Russia's richest lose $43b in wealth as Ukraine crisis escalates

Gennady Timchenko (left) heads the list of Russian billionaires who have seen their fortunes drop. Boris Rotenberg is also on Britain's sanctions list. PHOTO: AFP

LONDON (BLOOMBERG) - The fortunes of Russia's super-rich have tumbled US$32 billion (S$43 billion) this year, with the escalating conflict in Ukraine poised to make that wealth destruction much larger.

US President Joe Biden on Tuesday (Feb 22) unleashed sanctions targeting Russia's sale of sovereign debt abroad and the country's elites, and said he's sending an unspecified number of additional US troops to the Baltics in a defensive move to defend Nato countries.

Gennady Timchenko heads the list of Russian billionaires who have seen their fortunes drop, with almost a third of his wealth disappearing since Jan 1, according to the Bloomberg Billionaires Index, a listing of the world's 500 richest people.

Timchenko, 69, the son of a Soviet military officer who met and befriended Russian President Vladimir Putin during the early 1990s, now has a fortune of about US$16 billion, with the bulk of his wealth derived from a stake in Russia gas producer Novatek, according to Bloomberg's wealth index.

Fellow Novatek shareholder Leonid Mikhelson's fortune has tumbled US$6.2 billion this year, while Lukoil Chairman Vagit Alekperov's net worth has declined about US$3.5 billion in the same period as the energy company's stock has slid almost 17 per cent.

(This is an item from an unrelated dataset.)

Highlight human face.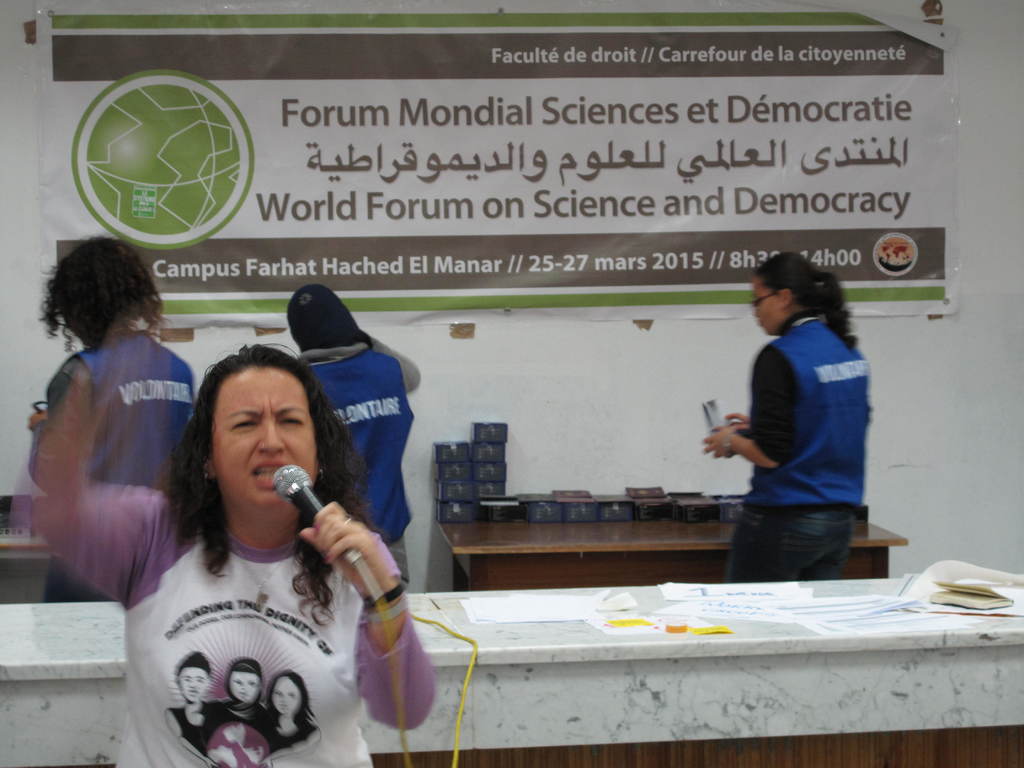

The country's 23 billionaires currently have a net worth of US$343 billion, according to the wealth list, down from US$375 billion at year-end.

Markets slumped further this week after Putin recognised two separatist republics in Ukraine, leading to Germany halting an energy project with Russia and Britain imposing sanctions on five of the country's banks and three of its wealthy individuals, including Timchenko.

Also on Britain's sanctions list are Boris Rotenberg, 65, and his nephew, Igor, 48, whose families made their fortune through gas-pipeline construction firm Stroygazmontazh.

Igor's father, Arkady, one of Putin's former judo sparring partners, sold the pipeline firm in 2019 for about US$1.3 billion. He purchased a minority stake from his younger brother Boris five years earlier when both siblings and Timchenko were hit with US sanctions over Russia's occupation of Crimea.